Platform enables AI to sift pathology images to ID differences in lung cancer cells
Researchers at two companies say they have developed an artificial intelligence platform intended to aid pathologists who use images to classify subtypes of lung cancer.
Researchers at two companies say they have developed an artificial intelligence platform intended to aid pathologists who use images to classify subtypes of lung cancer.
NantHealth and NantOmics say they have developed an artificial intelligence-based machine learning digital pathology software that can be used by pathologists to identify tumor-infiltrating killer cells, called lymphocytes, from whole slide images.
The companies say findings of initial tests demonstrate novel AI methods of identifying tumor-infiltrating lymphocytes (TILs) in lung cancers.
Researchers shared an initial report on the technology at the recent international joint conference of the American Association for Cancer Research and the International Association for the Study of Lung Cancer. The study concluded that despite lower overall tumor mutation burden and lymphocyte levels, there exists a subset of lung cancers with very high infiltrating lymphocyte counts.
Findings are important because it demonstrates the way technology can be used to personalize treatments for patients, researchers say. The inclusion of AI can speed the process and improve patient results, they add.
“Accurately identifying and quantifying tumor-infiltrating white cells is extremely important for prognosis and treatment decisions in this era of personalized medicine, yet it currently requires manual review of whole slide images by medically trained pathologists, and incurs significant delays and cost,” says Patrick Soon-Shiong, MD, chairman and CEO of NantHealth. “Our goal was to develop a scalable remote cloud-based diagnostic imaging system. To accomplish this, machine vision of digitally transmitted images of tumor tissue would facilitate a scalable cloud-based infrastructure, with an image patch-based, automated system to classify cancers by their immune status.”
Use of the technology can enable highly accurate tumor-region and lymphocyte detection, perhaps enabling oncologists to use the information to better treat patients with the most appropriate treatment for their version of cancer cells.
The system was trained and tested on 876 subtyped NSCLC gigapixel-resolution diagnostic whole slide images from 805 patients obtained from The Cancer Genome Atlas sources. Samples were randomly split into sets for training (711 whole slide images from 664 patients) and testing (165 whole slide images from 141 patients).
Findings show that NantOmics and NantHealth’s fully automated histopathology subtyping AI method outperforms other algorithms reported in literature for diagnostic whole slide images.
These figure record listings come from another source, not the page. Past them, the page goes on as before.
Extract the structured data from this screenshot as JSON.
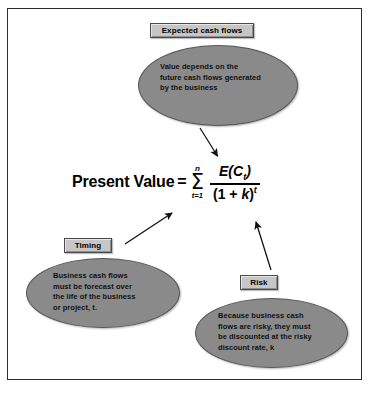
{
  "diagram": {
    "colors": {
      "ellipse_fill": "#8a8a8a",
      "box_fill": "#c6c6c6",
      "border": "#2c2c2c",
      "background": "#ffffff"
    },
    "boxes": [
      {
        "id": "expected-cash-flows",
        "label": "Expected cash flows"
      },
      {
        "id": "timing",
        "label": "Timing"
      },
      {
        "id": "risk",
        "label": "Risk"
      }
    ],
    "ellipses": [
      {
        "id": "expected-cash-flows-note",
        "lines": [
          "Value depends on the",
          "future cash flows generated",
          "by the business"
        ]
      },
      {
        "id": "timing-note",
        "lines": [
          "Business cash flows",
          "must be forecast over",
          "the life of the business",
          "or project, t."
        ]
      },
      {
        "id": "risk-note",
        "lines": [
          "Because business cash",
          "flows are risky, they must",
          "be discounted at the risky",
          "discount rate, k"
        ]
      }
    ],
    "formula": {
      "label": "Present Value",
      "equals": "=",
      "sigma_symbol": "Σ",
      "sigma_upper": "n",
      "sigma_lower": "t=1",
      "numerator": "E(C",
      "numerator_sub": "t",
      "numerator_close": ")",
      "denominator_open": "(1 + ",
      "denominator_var": "k",
      "denominator_close": ")",
      "denominator_exp": "t"
    },
    "arrows": [
      {
        "id": "arrow-expected-to-formula",
        "from": "expected-cash-flows-note",
        "to": "formula-numerator"
      },
      {
        "id": "arrow-timing-to-formula",
        "from": "timing",
        "to": "formula-denominator-exponent"
      },
      {
        "id": "arrow-risk-to-formula",
        "from": "risk",
        "to": "formula-denominator"
      }
    ]
  }
}
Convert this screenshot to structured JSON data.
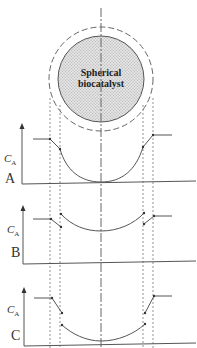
{
  "diagram": {
    "particle_label_line1": "Spherical",
    "particle_label_line2": "biocatalyst",
    "colors": {
      "line": "#555555",
      "particle_fill": "#d9d9d9",
      "background": "#ffffff"
    },
    "panels": [
      {
        "id": "A",
        "label": "A",
        "axis_label": "C",
        "axis_sub": "A",
        "description": "Concentration profile with continuous decline through boundary layer and within particle"
      },
      {
        "id": "B",
        "label": "B",
        "axis_label": "C",
        "axis_sub": "A",
        "description": "Concentration profile with partition discontinuities at boundaries"
      },
      {
        "id": "C",
        "label": "C",
        "axis_label": "C",
        "axis_sub": "A",
        "description": "Concentration profile with film drop and partition discontinuities"
      }
    ]
  }
}
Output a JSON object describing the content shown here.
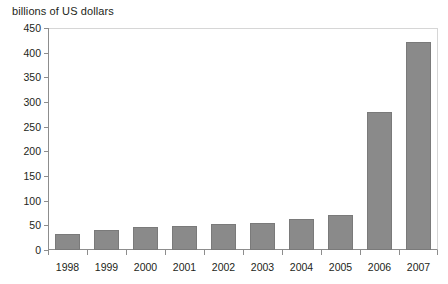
{
  "chart_data": {
    "type": "bar",
    "title": "",
    "ylabel": "billions of US dollars",
    "xlabel": "",
    "categories": [
      "1998",
      "1999",
      "2000",
      "2001",
      "2002",
      "2003",
      "2004",
      "2005",
      "2006",
      "2007"
    ],
    "values": [
      32,
      40,
      46,
      49,
      52,
      55,
      63,
      70,
      280,
      422
    ],
    "ylim": [
      0,
      450
    ],
    "y_ticks": [
      0,
      50,
      100,
      150,
      200,
      250,
      300,
      350,
      400,
      450
    ],
    "y_tick_labels": [
      "0",
      "50",
      "100",
      "150",
      "200",
      "250",
      "300",
      "350",
      "400",
      "450"
    ],
    "grid": false,
    "legend": null,
    "bar_color": "#8a8a8a",
    "axis_color": "#8d8d8d",
    "frame_color": "#d6d6d6",
    "text_color": "#231f20"
  }
}
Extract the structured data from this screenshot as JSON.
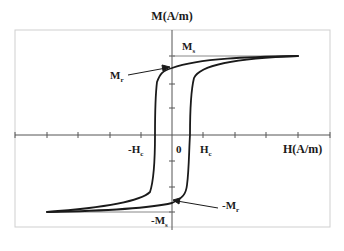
{
  "diagram": {
    "y_axis_label": "M(A/m)",
    "x_axis_label": "H(A/m)",
    "origin_label": "0",
    "labels": {
      "saturation_positive": "M",
      "saturation_positive_sub": "s",
      "remanence_positive": "M",
      "remanence_positive_sub": "r",
      "coercivity_negative": "-H",
      "coercivity_negative_sub": "c",
      "coercivity_positive": "H",
      "coercivity_positive_sub": "c",
      "remanence_negative": "-M",
      "remanence_negative_sub": "r",
      "saturation_negative": "-M",
      "saturation_negative_sub": "s"
    },
    "colors": {
      "curve": "#1a1a1a",
      "axis": "#555555",
      "frame": "#cfcfcf",
      "background": "#ffffff"
    },
    "x_ticks_count": 10,
    "y_ticks_count": 6
  }
}
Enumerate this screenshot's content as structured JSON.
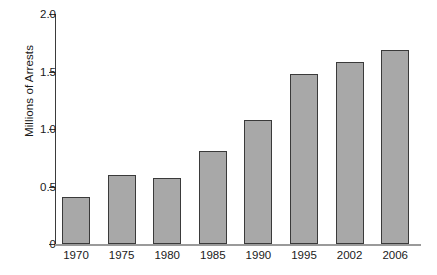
{
  "chart_data": {
    "type": "bar",
    "title": "",
    "subtitle": "",
    "xlabel": "",
    "ylabel": "Millions of Arrests",
    "categories": [
      "1970",
      "1975",
      "1980",
      "1985",
      "1990",
      "1995",
      "2002",
      "2006"
    ],
    "values": [
      0.41,
      0.6,
      0.57,
      0.81,
      1.08,
      1.48,
      1.58,
      1.69
    ],
    "ylim": [
      0,
      2.0
    ],
    "ytick_values": [
      0,
      0.5,
      1.0,
      1.5,
      2.0
    ],
    "ytick_labels": [
      "0",
      "0.5",
      "1.0",
      "1.5",
      "2.0"
    ],
    "grid": false,
    "legend": null,
    "legend_position": "none",
    "annotations": [],
    "series": [
      {
        "name": "Arrests",
        "values": [
          0.41,
          0.6,
          0.57,
          0.81,
          1.08,
          1.48,
          1.58,
          1.69
        ]
      }
    ],
    "colors": {
      "bar_fill": "#a8a8a8",
      "bar_stroke": "#3a3a3a",
      "axis": "#3b3b3b",
      "baseline": "#9a9a9a",
      "text": "#1a1a1a",
      "background": "#ffffff"
    }
  }
}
The system also generated maps of (tumor) regions-of-interest within whole slide images, providing novel spatial information on tumor organization.
NantHealth and NantOmics say they have developed an artificial intelligence-based machine learning digital pathology software that can be used by pathologists to identify tumor-infiltrating killer cells, called lymphocytes, from whole slide images.
The companies say findings of initial tests demonstrate novel AI methods of identifying tumor-infiltrating lymphocytes (TILs) in lung cancers.
Researchers shared an initial report on the technology at the recent international joint conference of the American Association for Cancer Research and the International Association for the Study of Lung Cancer. The study concluded that despite lower overall tumor mutation burden and lymphocyte levels, there exists a subset of lung cancers with very high infiltrating lymphocyte counts.
Findings are important because it demonstrates the way technology can be used to personalize treatments for patients, researchers say. The inclusion of AI can speed the process and improve patient results, they add.
“Accurately identifying and quantifying tumor-infiltrating white cells is extremely important for prognosis and treatment decisions in this era of personalized medicine, yet it currently requires manual review of whole slide images by medically trained pathologists, and incurs significant delays and cost,” says Patrick Soon-Shiong, MD, chairman and CEO of NantHealth. “Our goal was to develop a scalable remote cloud-based diagnostic imaging system. To accomplish this, machine vision of digitally transmitted images of tumor tissue would facilitate a scalable cloud-based infrastructure, with an image patch-based, automated system to classify cancers by their immune status.”
Use of the technology can enable highly accurate tumor-region and lymphocyte detection, perhaps enabling oncologists to use the information to better treat patients with the most appropriate treatment for their version of cancer cells.
The system was trained and tested on 876 subtyped NSCLC gigapixel-resolution diagnostic whole slide images from 805 patients obtained from The Cancer Genome Atlas sources. Samples were randomly split into sets for training (711 whole slide images from 664 patients) and testing (165 whole slide images from 141 patients).
Findings show that NantOmics and NantHealth’s fully automated histopathology subtyping AI method outperforms other algorithms reported in literature for diagnostic whole slide images. The system also generated maps of (tumor) regions-of-interest within whole slide images, providing novel spatial information on tumor organization.